Jenkins, Abigail; Baugh, Makinnon; Frandsen, Paul; White, Alexander; Dikow, Rebecca (Brigham Young University)
Faculty Advisor: Frandsen, Paul (Life Sciences, Plant and Wildlife Sciences)
Historically, physical plant specimens have been preserved and mounted on paper sheets and stored in plant collections, or herbaria. Herbarium collections are used for a wide variety of research purposes, including plant taxonomy, ecology, and evolutionary biology. The process of digitizing the herbarium sheets is simple and involves taking high resolution photos of each sheet and recording the corresponding metadata and attributes of the particular sample. Digitized herbarium sheets can be useful for a variety of purposes, and, by making images freely available online, they become immediately accessible to the scientific community, facilitating remote analysis. In addition, in a digital format, the images become computable and usable for purposes such as training deep learning models for classification or analysis of morphology.
While the process of digitizing is simple, herbarium sheets contain other features not directly representative of the plant, such as annotations, labels, museum stamps, color palettes, and rulers. There are additional inconsistencies in the herbarium sheets that are introduced through staining, record keeping, and natural degradation. Taken together, this information can contribute a substantial amount of noise if one is to use the image for downstream research analysis concerning the pattern, shape, or color of the specimen. We have developed a pipeline to filter this extraneous information, using image segmentation (whereby the specimen material is partitioned from the background) and deep learning.

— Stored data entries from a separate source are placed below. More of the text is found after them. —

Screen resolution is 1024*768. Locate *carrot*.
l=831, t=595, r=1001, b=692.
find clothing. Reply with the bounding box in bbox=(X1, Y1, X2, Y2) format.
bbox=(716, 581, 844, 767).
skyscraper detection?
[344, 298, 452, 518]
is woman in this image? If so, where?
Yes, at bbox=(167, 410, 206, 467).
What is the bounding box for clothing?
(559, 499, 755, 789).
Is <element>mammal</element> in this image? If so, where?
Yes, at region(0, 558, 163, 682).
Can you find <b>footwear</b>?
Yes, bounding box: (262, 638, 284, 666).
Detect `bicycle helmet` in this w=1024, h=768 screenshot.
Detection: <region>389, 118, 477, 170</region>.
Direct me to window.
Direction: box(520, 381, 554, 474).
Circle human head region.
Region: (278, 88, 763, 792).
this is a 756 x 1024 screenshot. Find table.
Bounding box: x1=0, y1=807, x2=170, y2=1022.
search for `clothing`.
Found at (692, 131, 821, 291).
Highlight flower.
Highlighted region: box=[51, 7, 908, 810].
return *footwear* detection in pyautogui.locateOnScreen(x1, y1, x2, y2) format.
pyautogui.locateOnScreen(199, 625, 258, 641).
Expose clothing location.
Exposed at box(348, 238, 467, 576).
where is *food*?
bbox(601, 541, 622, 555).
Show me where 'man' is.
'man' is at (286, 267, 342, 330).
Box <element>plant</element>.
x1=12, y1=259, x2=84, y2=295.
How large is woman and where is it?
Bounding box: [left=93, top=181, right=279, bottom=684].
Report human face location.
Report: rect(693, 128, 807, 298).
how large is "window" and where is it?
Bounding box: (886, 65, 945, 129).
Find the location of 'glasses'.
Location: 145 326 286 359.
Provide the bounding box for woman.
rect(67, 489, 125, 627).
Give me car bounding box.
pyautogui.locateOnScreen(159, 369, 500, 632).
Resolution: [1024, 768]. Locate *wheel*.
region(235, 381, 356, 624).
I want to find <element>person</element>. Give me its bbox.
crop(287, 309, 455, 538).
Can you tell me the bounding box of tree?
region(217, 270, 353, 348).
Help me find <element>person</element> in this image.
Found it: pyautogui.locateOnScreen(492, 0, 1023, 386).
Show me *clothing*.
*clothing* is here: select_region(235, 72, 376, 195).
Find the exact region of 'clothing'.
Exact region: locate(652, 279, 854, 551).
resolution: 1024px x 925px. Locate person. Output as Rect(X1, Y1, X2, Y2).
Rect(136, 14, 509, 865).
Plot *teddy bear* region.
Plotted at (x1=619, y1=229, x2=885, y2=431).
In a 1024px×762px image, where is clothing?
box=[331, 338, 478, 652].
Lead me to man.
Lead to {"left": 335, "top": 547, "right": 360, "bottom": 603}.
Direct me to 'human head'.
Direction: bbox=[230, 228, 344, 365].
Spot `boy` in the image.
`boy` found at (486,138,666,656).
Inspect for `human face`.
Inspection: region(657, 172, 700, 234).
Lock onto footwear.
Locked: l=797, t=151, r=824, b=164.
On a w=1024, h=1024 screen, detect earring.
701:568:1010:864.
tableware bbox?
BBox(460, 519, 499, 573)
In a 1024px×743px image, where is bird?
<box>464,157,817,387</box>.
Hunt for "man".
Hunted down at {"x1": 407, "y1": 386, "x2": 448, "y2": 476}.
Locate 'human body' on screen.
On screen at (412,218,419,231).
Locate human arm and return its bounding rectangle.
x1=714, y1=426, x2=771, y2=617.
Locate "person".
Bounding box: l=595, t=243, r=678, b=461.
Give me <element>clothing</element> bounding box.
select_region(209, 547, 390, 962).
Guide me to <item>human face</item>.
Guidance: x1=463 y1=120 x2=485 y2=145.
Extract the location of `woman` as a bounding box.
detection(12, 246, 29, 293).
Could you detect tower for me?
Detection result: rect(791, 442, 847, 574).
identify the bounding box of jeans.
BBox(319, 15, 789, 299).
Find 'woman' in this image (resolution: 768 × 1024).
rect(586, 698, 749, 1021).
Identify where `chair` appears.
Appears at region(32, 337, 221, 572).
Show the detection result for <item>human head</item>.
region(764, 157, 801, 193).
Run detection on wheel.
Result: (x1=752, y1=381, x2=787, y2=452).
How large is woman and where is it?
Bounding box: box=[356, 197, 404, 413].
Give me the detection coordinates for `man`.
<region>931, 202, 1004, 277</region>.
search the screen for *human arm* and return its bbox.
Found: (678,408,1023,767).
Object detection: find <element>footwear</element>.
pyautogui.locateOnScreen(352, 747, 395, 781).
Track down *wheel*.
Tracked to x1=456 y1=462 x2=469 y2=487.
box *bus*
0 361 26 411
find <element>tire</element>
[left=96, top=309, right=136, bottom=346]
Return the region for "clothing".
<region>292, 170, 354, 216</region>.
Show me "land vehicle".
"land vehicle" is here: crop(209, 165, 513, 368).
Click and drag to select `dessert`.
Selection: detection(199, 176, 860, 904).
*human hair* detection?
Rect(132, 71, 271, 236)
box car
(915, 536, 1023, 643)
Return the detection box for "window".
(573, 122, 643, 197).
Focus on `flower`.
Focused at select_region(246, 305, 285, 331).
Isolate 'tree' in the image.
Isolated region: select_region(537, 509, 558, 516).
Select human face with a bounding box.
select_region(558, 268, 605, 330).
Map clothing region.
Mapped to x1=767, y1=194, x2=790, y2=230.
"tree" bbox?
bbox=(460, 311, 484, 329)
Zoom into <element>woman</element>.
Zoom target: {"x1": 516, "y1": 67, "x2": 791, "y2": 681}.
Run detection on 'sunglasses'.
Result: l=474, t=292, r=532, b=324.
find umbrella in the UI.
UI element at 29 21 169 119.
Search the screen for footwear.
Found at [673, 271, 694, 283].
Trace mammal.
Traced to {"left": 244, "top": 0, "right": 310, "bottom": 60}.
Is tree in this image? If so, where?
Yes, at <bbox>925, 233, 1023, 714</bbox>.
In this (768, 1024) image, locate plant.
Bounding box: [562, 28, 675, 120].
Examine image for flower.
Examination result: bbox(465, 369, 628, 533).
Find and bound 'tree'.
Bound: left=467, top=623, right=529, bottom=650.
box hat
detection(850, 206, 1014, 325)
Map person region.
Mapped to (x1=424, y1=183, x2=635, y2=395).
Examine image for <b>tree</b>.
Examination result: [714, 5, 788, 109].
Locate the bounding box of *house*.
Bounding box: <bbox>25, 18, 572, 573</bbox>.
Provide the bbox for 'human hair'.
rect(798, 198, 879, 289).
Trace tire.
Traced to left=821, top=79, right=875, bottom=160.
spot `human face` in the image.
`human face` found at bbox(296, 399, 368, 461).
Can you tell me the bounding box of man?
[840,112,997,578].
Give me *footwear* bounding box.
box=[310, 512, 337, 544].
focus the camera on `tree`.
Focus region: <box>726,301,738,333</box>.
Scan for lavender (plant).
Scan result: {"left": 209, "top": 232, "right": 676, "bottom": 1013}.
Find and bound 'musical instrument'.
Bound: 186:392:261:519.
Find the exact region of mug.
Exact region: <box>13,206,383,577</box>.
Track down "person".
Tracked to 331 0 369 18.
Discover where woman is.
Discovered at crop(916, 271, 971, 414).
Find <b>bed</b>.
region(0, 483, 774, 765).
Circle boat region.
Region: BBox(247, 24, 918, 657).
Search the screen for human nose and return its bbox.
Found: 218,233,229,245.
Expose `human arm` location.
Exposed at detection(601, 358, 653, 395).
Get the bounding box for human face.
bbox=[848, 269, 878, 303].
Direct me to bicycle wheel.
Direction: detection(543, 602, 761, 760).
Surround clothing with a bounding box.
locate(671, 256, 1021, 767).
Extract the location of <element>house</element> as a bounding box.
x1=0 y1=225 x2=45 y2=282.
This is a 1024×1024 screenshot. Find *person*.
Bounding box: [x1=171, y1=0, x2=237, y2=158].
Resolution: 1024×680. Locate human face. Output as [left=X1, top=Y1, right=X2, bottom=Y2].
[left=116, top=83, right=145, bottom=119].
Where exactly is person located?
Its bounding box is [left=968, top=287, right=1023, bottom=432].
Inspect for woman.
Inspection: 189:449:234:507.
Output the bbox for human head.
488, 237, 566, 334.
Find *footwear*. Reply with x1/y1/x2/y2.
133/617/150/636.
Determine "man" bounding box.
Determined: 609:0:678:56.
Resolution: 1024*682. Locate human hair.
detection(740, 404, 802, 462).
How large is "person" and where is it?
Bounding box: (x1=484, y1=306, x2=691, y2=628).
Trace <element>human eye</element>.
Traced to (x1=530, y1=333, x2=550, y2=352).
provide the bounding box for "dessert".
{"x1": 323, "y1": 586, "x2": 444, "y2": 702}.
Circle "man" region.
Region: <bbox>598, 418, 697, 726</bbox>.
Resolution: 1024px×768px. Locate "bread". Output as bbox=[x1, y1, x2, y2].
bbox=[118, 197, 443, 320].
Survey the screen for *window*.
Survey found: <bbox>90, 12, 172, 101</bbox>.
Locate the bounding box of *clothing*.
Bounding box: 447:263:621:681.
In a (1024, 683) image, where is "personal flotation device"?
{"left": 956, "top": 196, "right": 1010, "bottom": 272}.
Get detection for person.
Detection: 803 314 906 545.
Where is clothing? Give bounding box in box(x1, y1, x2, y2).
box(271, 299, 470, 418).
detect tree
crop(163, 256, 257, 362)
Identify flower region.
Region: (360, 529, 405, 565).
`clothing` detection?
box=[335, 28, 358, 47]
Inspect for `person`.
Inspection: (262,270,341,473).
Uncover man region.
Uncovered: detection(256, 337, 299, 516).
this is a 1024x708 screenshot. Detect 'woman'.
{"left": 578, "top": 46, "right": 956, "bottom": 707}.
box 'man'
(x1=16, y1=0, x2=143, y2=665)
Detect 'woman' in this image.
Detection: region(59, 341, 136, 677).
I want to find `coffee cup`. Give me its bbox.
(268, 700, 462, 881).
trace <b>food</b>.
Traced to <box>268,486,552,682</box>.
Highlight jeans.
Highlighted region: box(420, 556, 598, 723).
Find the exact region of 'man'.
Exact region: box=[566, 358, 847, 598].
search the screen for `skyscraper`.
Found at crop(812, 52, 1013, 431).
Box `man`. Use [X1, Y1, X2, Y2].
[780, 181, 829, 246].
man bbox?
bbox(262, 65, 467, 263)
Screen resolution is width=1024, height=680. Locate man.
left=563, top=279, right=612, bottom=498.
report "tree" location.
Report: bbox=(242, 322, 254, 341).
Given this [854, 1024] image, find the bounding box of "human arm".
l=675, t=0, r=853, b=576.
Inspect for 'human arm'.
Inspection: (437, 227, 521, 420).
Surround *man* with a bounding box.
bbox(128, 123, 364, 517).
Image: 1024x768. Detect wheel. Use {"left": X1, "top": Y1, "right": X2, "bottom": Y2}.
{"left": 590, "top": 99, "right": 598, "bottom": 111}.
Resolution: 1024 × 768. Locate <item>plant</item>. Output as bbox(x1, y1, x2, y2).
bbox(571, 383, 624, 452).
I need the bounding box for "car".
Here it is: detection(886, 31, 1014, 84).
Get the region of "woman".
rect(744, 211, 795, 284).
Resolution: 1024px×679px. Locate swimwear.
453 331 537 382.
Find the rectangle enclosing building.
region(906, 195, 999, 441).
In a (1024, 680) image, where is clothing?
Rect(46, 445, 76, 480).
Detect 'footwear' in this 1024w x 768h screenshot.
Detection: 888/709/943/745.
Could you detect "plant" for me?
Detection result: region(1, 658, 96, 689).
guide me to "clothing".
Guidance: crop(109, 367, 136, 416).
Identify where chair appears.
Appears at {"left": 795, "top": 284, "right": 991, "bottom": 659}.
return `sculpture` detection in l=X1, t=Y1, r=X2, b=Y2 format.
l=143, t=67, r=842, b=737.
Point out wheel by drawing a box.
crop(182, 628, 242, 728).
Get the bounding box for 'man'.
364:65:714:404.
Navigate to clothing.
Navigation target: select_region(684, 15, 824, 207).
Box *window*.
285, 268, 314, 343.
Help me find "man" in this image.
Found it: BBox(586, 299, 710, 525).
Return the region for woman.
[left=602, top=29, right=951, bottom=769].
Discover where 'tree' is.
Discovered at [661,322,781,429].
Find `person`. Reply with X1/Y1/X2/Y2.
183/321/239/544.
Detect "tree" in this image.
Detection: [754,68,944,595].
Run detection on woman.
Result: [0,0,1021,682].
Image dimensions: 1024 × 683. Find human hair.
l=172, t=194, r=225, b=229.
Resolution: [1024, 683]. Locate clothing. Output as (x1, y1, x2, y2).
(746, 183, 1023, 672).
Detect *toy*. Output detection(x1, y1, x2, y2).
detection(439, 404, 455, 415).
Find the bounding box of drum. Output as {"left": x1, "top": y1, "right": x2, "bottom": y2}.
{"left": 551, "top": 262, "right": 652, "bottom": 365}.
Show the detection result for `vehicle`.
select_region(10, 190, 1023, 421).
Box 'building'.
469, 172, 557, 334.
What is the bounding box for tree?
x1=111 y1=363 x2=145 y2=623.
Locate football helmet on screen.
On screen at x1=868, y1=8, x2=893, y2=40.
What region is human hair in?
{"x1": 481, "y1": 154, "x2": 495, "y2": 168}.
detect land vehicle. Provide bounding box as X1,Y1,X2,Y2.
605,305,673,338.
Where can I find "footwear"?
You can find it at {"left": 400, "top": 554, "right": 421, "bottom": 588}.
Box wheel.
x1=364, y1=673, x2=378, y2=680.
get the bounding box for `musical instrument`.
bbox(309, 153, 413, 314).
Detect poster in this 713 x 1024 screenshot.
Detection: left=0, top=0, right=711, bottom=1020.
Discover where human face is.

We present this pipeline for generating training data for image segmentation tasks along with a novel dataset of highly resolved image masks segmenting plant material from background noise. We used this dataset to train a neural network to segment plant material in herbarium sheets more generally, and our method is applicable to other museum data sources where masking may be useful for quantitative analysis of patterns and shapes.